Wednesday, March 28, 2012

5 Ways to tell the Easter story... creatively!

One fellow minister put it this way: "it's easy to teach kids about the true meaning of Christmas, so why is Easter so much more difficult?"  I hadn't thought of it that way before, but she was right!  Dozens of ideas to teach Jesus' birth were already popping into my head, but Easter...?  I was drawing a blank!

So I rounded up some of the "best of" ideas on the 'net that I thought would work for the various ages of kids I work with in the inner city!  Some of these are written by stay-at-home moms and would need to be adapted for a school-age, daily/weekly program, but still have some merit to them!

1. Resurrection Garden

While this mom, from www.impressyourkids.com, made a garden (in a bowl) on Good Friday to watch slowly die, I can see it working just as well to make a garden together one evening (if you're a daily program, perfect, if not, just space this out over 3 weeks), see it dead the next time you're together, and have it come back to life later.  Not ideal for big groups, but an excellent visual as you tell the story!

2.  Resurrection Cookies

Apparently this is an old idea, but it's new to me, and I love it!  The cookies do need to bake overnight, so either make a batch beforehand for immediate gratification, or if you have a daily program, they can wait one day!  I love how every ingredient is necessary for the cookies, and every ingredient tells part of the Easter story.  Vickilynn from Real Food Living gives a complete recipe with Biblical references and devotional points for each step of the baking process.

3.  Resurrection Eggs

Melissa, from Fill My Cup, has taken this classic Easter-telling-story aid and given us an affordable DIY version ($4 to make your own set, she says).  The idea is to put a symbol representing each part of the Biblical story into a numbered set of a dozen plastic eggs.  Hide the eggs around your space and have a traditional Easter egg hunt.  Once all the eggs are found, have children open the eggs in the right order to pull out a symbol of the Easter story, read a slip of paper from inside the egg and tell the Easter story through the eggs.

4.  Passion Tree

Ann Voskamp, author of Trail to the Tree, offers this free tutorial, devotional and printable classic art decorations to make your own `passion tree.` If you`re unfamiliar with the concept, it`s dead branches placed in a vase, decorated with symbols of Christ`s passion (an idea similar to a Christmas tree - you may have seen the more commercialized Easter egg trees for sale at Walmart!)  This devotional is quite liturgical, so may be suited for older groups, but a simpler way of a passion tree is still to place dead branches in a vase - symbolizing Christ`s death - and decorate with eggs - symbolizing new life - to tell the Easter story.  Andrea of Babe of My Heart and Kaylin of A Mustard Seed Journey have also teamed up to provide instructions on making a "lent tree" and more kid-friendly printable ornaments.

5. Scavenger Hunt

Thriving Family, a Focus on the Family publication, has a week of activities for families and children.  Many are very family-specific, but I liked this one: "Send your children on an Easter scavenger hunt. Instruct them to find items that symbolize different parts of the Easter story. Examples: A rock (the tomb), two sticks (the Cross), something black (sin), something red (blood), something white (a clean heart), something green (growing in Christ). Older children can go on a digital scavenger hunt, taking photographs of items that remind them of Easter."

More ideas?  Leave a comment!

4 comments:

Melissa Nesdahl said...

Thank you so much for featuring my resurrection eggs!

Philipp said...

Not MY tradition, but snmhteiog I can't wait to do with my kids when they're older I know a couple of families who shut off all the lights in their homes on Good Friday, and only use candlelight for the next days to symbolize the three days of Jesus submitting to the darkness of death, then on Easter Sunday morning, they turn the lights on and have a literal party to celebrate His light in the world since His resurrection. They say it's astounding how when they flip the lights back on how much they can see that they've missed in the darkness that drawer that didn't shut all the way, that coffee that spilled on the counter, etc. and it's a good illustration for the kids that without Christ's resurrection, His victory over sin, we'd all be left in the dark and unaware of our own condition. I can't wait until my kids are old enough to make this a part of our Easter celebration too.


▶ Work to be completed: Give back every entry precisely as written, without any of the images.

====== Data listing

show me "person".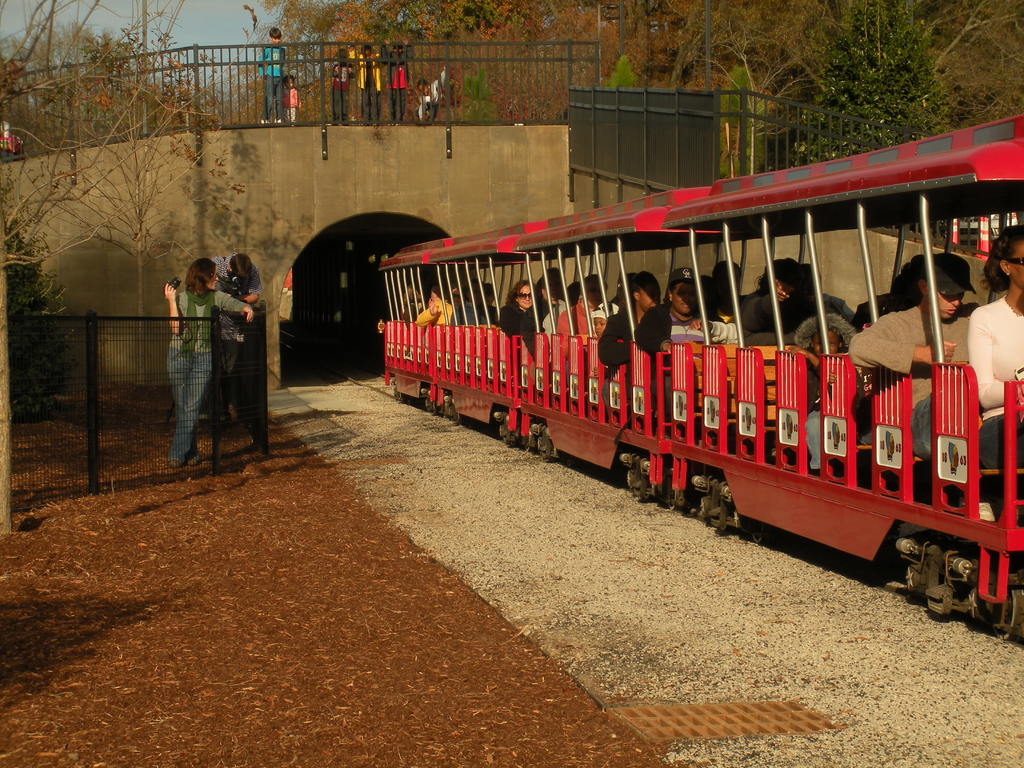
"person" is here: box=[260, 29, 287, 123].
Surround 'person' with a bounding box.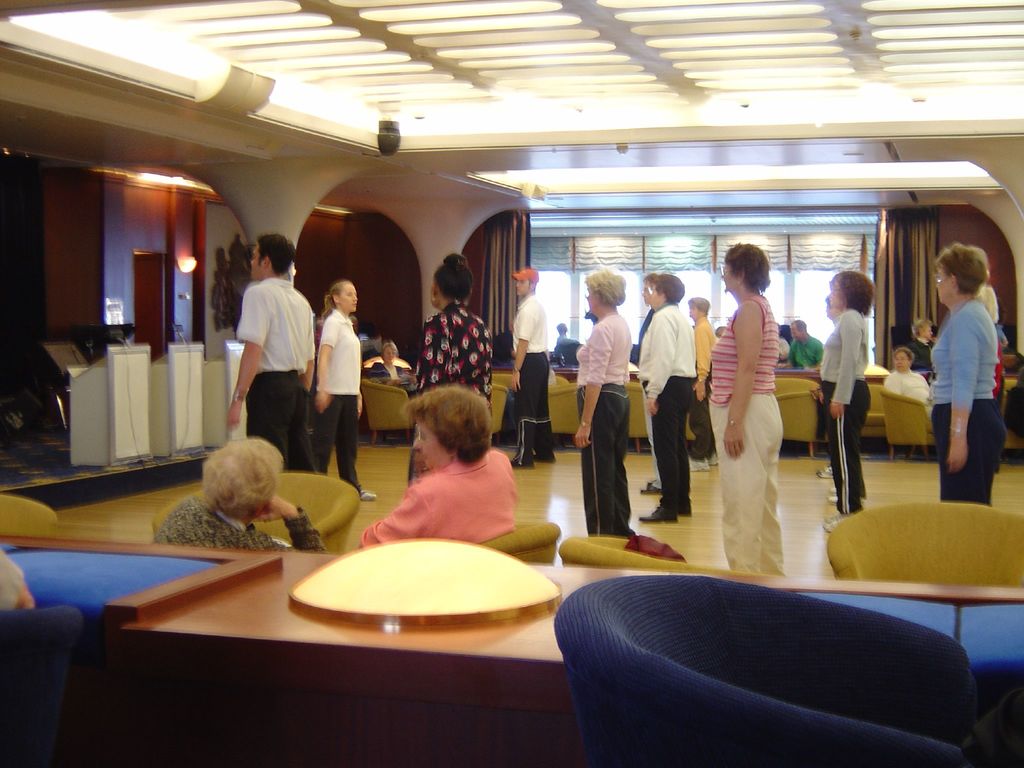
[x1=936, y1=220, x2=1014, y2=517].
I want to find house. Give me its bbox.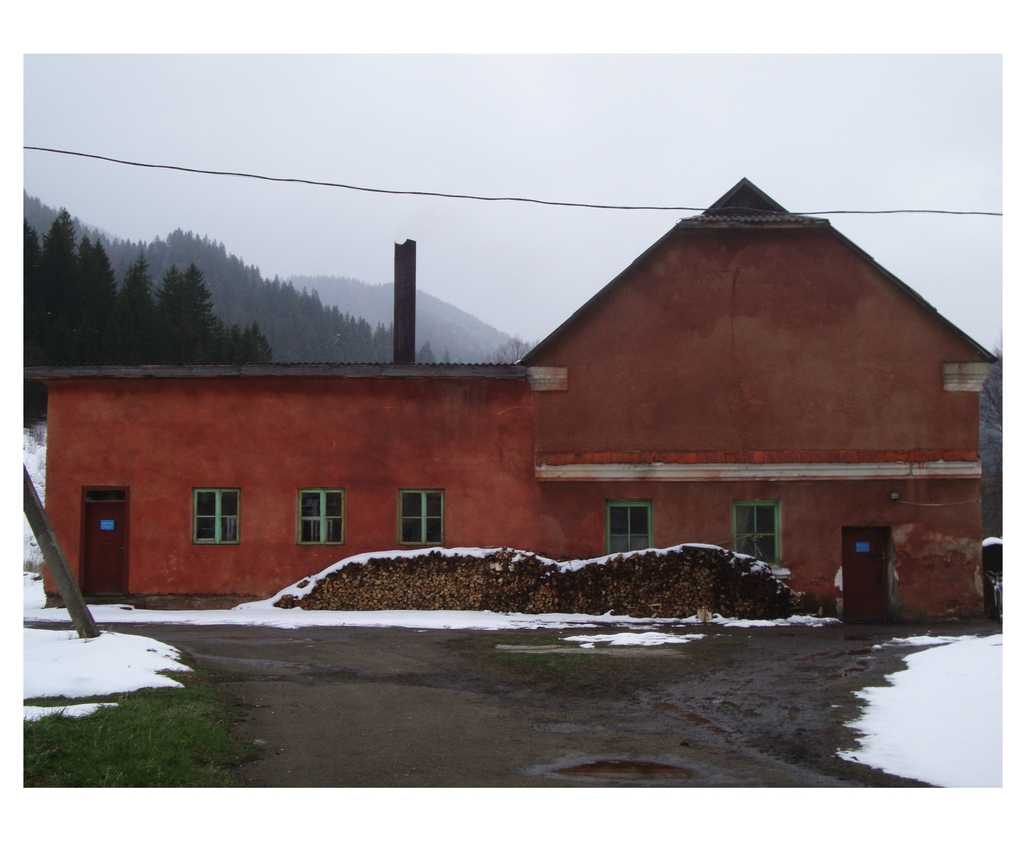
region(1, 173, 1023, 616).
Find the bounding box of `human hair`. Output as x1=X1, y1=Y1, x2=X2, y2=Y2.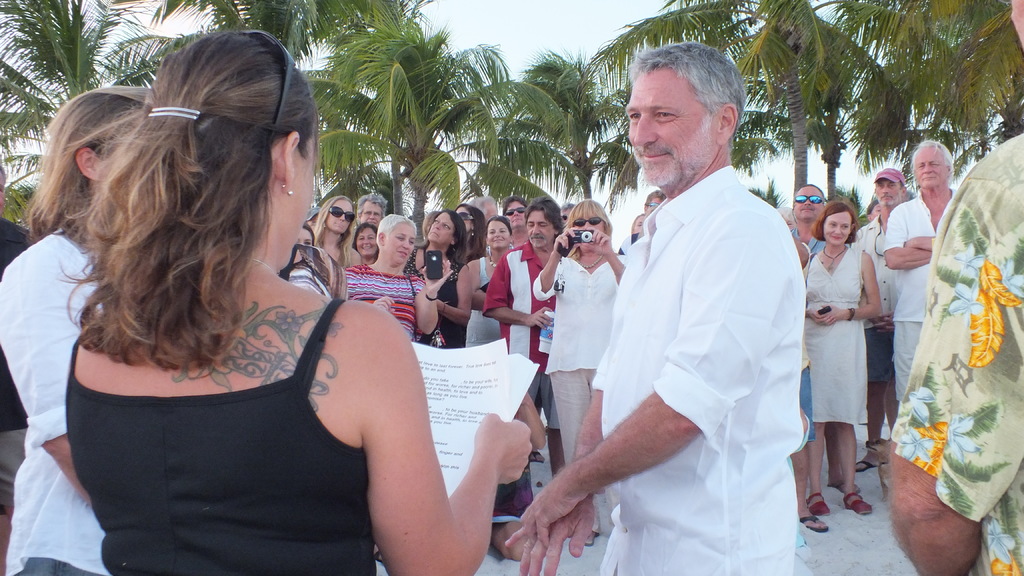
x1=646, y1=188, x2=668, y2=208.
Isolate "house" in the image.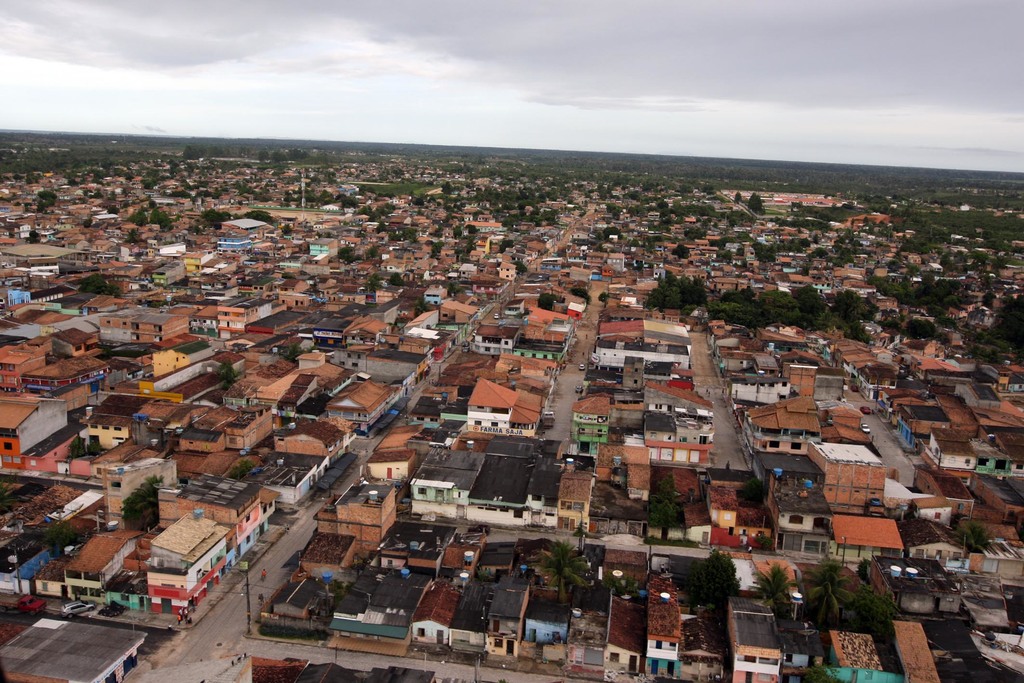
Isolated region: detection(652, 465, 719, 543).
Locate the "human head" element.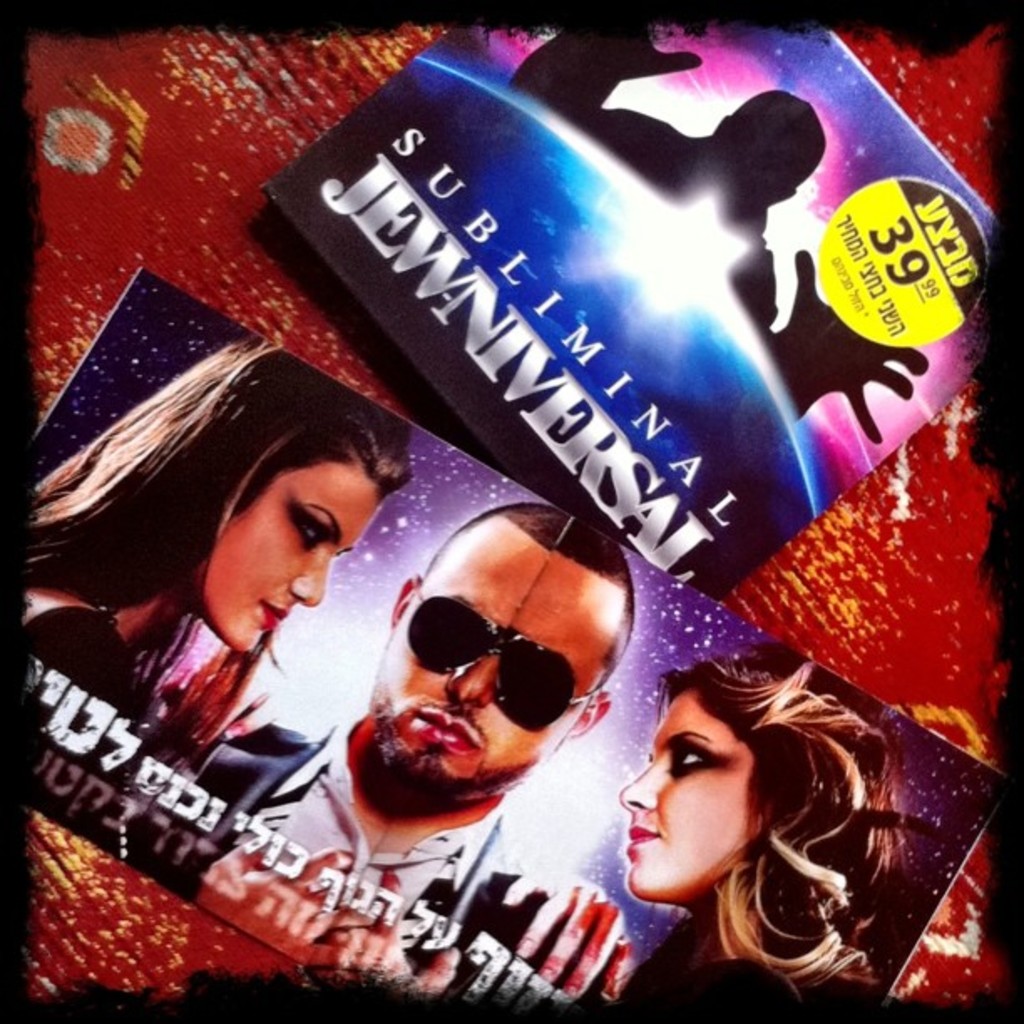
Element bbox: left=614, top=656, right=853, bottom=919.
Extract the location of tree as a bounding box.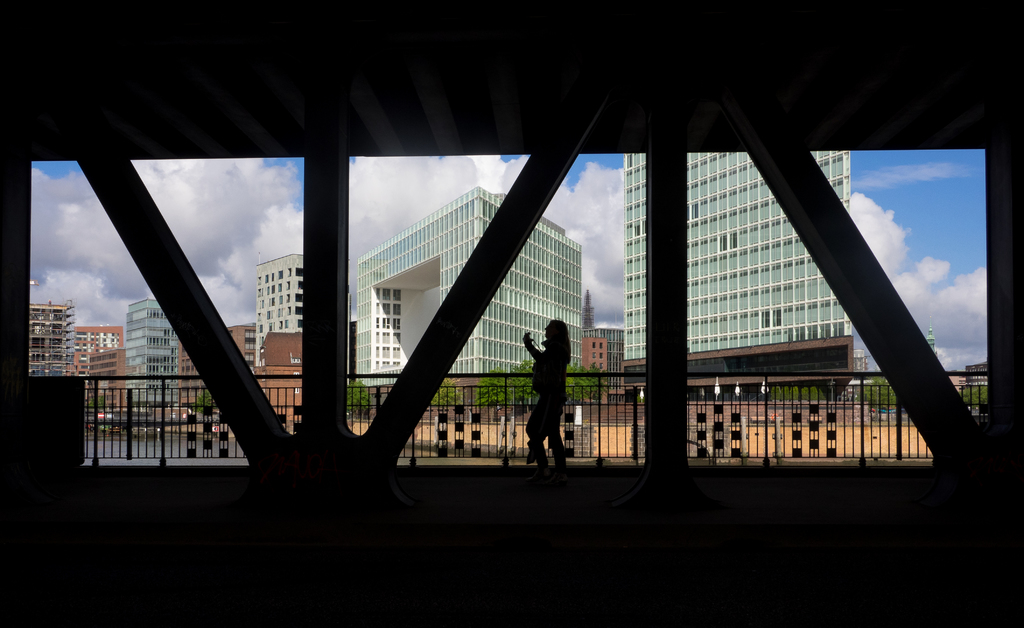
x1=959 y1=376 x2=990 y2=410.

============

▶ Solution to this problem:
show me "person".
"person" is here: box=[260, 29, 287, 123].
Surround 'person' with a bounding box.
[x1=936, y1=220, x2=1014, y2=517].
I want to find house. Give me its bbox.
region(1, 173, 1023, 616).
Find the bounding box of `human hair`. Output as x1=X1, y1=Y1, x2=X2, y2=Y2.
x1=646, y1=188, x2=668, y2=208.
Isolate "house" in the image.
Isolated region: detection(652, 465, 719, 543).
Locate the "human head" element.
Element bbox: left=614, top=656, right=853, bottom=919.
Extract the location of tree as a bounding box.
x1=959 y1=376 x2=990 y2=410.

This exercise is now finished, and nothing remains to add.